- REQUIREMENT: For the records shown below, return an exact copy that excludes the pictures.
= Beginning of Section =
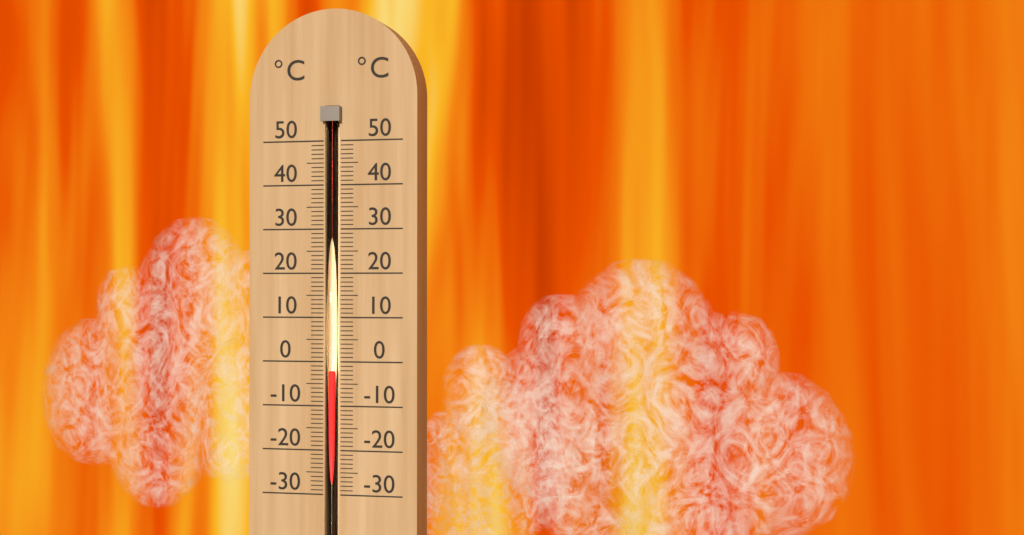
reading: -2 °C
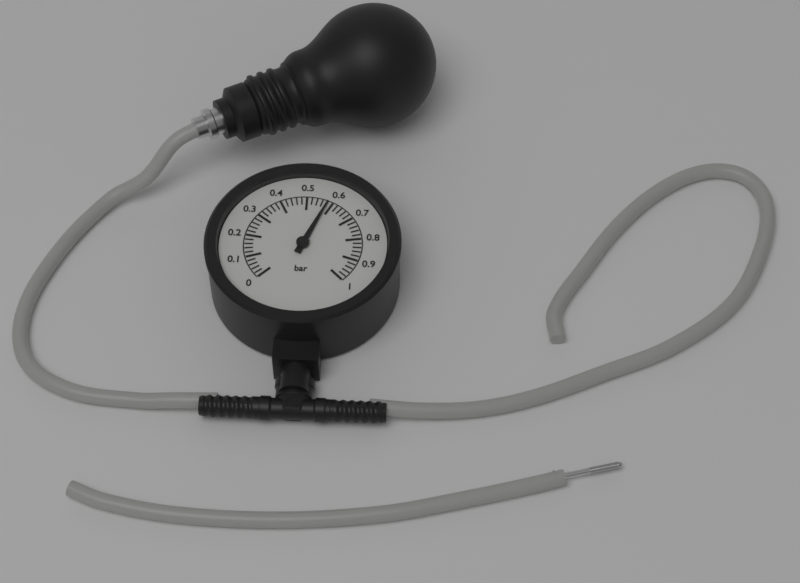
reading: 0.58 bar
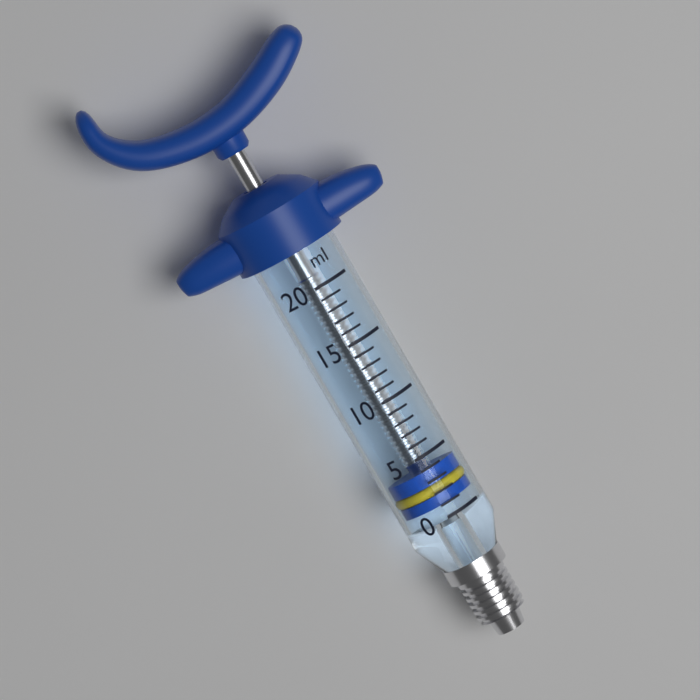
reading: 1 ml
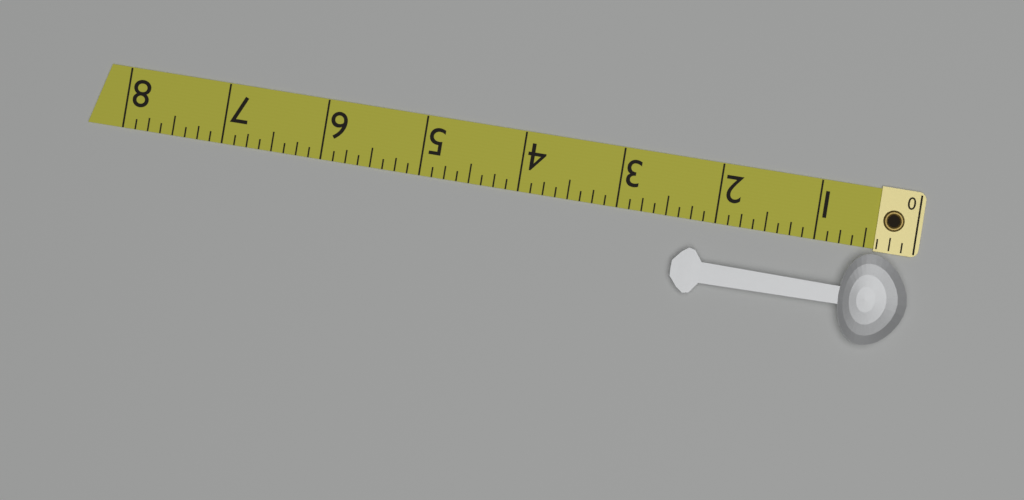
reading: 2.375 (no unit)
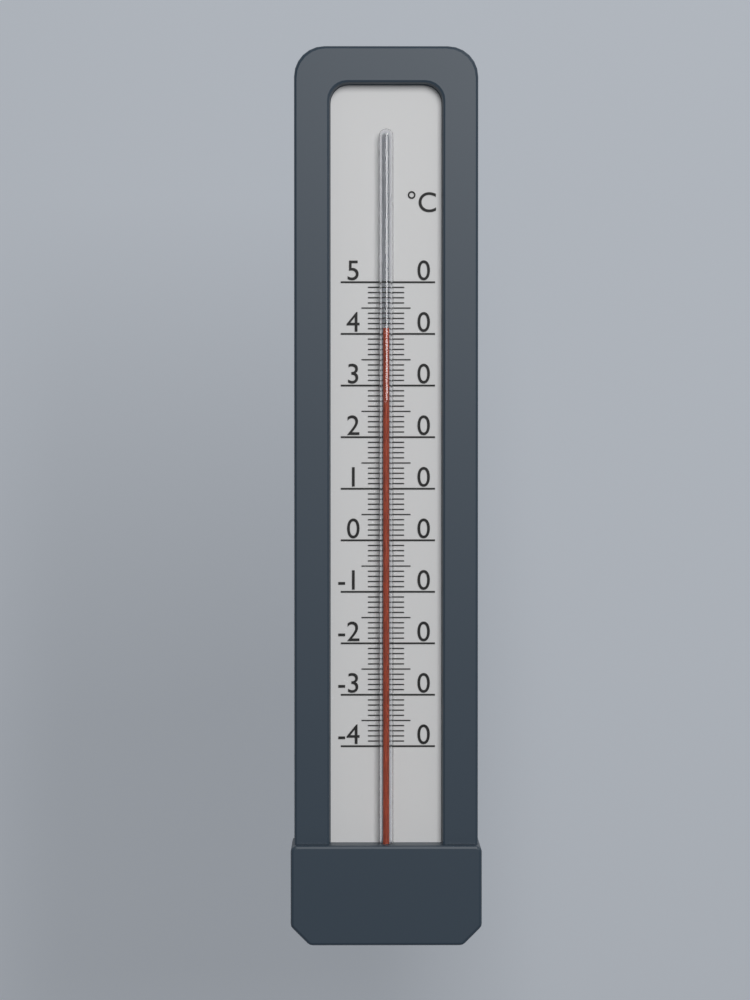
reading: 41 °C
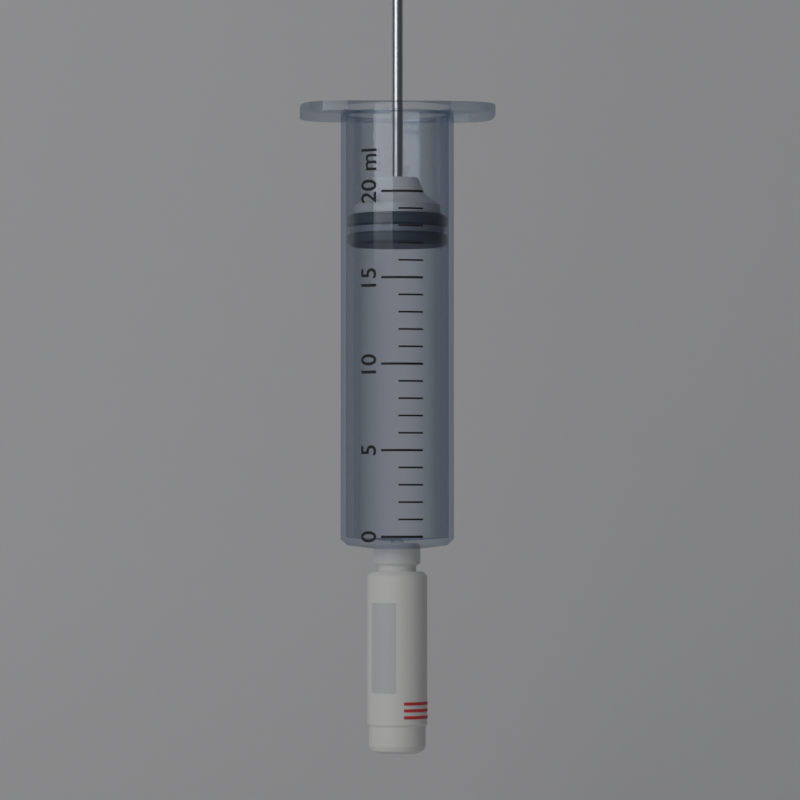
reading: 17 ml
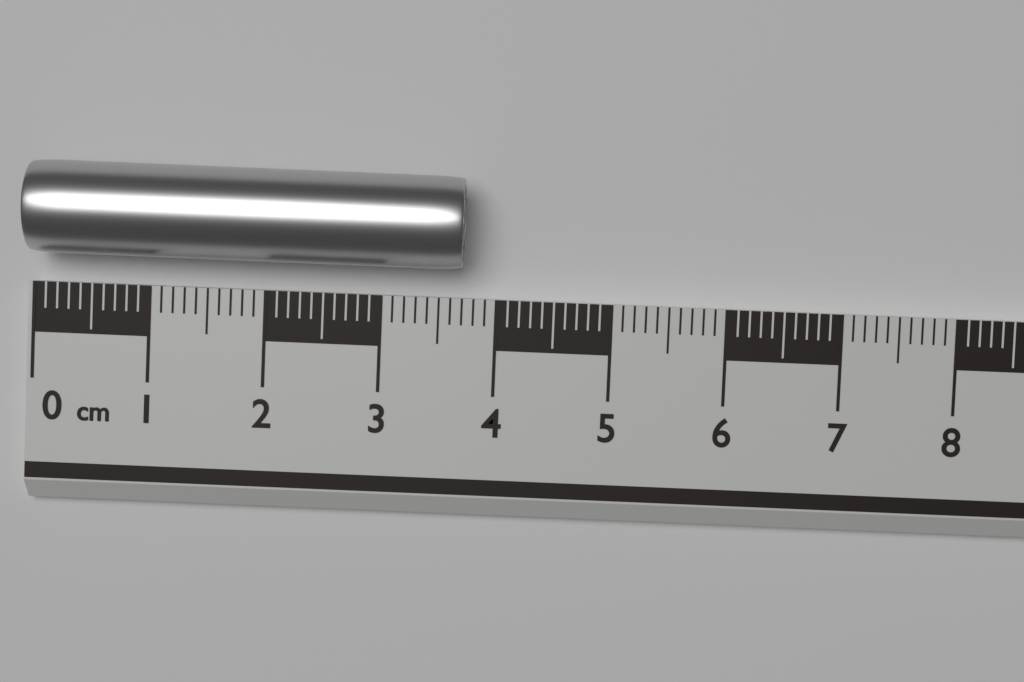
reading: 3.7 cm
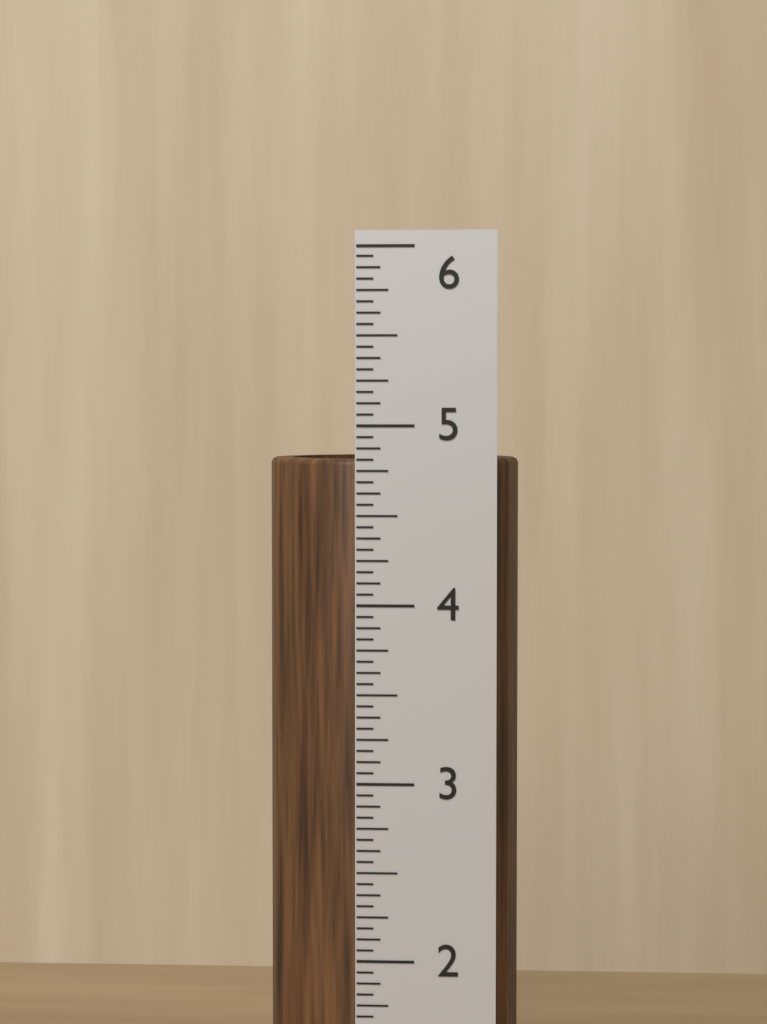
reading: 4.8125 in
= End of Section =
- ANSWER SECTION:
reading: -2 °C
reading: 0.58 bar
reading: 1 ml
reading: 2.375 (no unit)
reading: 41 °C
reading: 17 ml
reading: 3.7 cm
reading: 4.8125 in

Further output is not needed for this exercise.